Suicide Hot Spot: a Review of “The Bridge”
Though the week before Halloween may not prove the most opportune time to release a film showing the actual deaths of real people, Eric Steel’s documentary The Bridge is only half the snuff film it’s been made out to be. Inspired by an article in the New Yorker, Steel trained a number of cameras on the Golden Gate Bridge throughout the daylight hours of 2004 in order to record what amounted to 24 suicides. The finished film only shows a handful of these deaths, recorded from different distances by multiple cameras, and Steel surrounds this footage with interviews of the deceased’s friends, family, and strangers that happened to pass by. The controversial end product manages to be both morally unnerving and gut-wrenchingly powerful, often at the same time.
As a title explains at the film’s end, the Golden Gate Bridge is the single most popular place in the world for suicide attempts and seeing it filmed from so many different angles in all kinds of different light, it’s not hard to imagine why. With its ethereal, otherworldly beauty, the bridge holds allure as the perfect place for a literal leap into the unknown, yet it’s also so attractive because, as noted by one interviewee, it’s absurdly accessible. For every dreamlike image of the bridge, the film provides a similarly crushing real world comment, and it’s this very juxtaposition which helps the film to tackle the contradictory feelings raised by suicide. If the approach here seems troubling, maybe it’s suitably so, and at the very least Steel deserves credit for even attempting a film on a subject so publicly ignored.

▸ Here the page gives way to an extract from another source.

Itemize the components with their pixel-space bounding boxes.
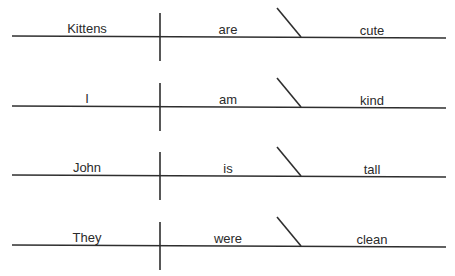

It helps that the interviewees themselves are an unusually articulate group. One couple who lost their son discuss the helplessness borne of his relentless commitment to killing himself, while the friends of another jumper tell of turning a deaf ear to his daily, off-handed comments about wanting to die. One man who managed to save someone details his difficulty in breaking away from filming the act in order to help her, a beguiling story caught by Steel’s cameras that echoes the director’s own dilemma. But the most engaging story comes from Kevin Hines, a survivor with severe bi-polar disorder who despite a flood of tears is ignored by passerby (including a tourist who had him take her picture) and decides to jump before changing his mind in midair and landing feet first.
The film could perhaps benefit from Steel exploring his own exploitation quandary more, even though it’s hard to fault him for focusing on the loved ones left behind. The interviews don’t play as just an excuse for showing snuff footage, but Steel does structure the film’s final suicide as a strangely dramatic payoff of built-up suspense. It’s an undoubtedly questionable choice, but as with so much in the film, the confusion and anger it raises seem entirely appropriate.
The Bridge is currently playing at AMC Loews Village VII.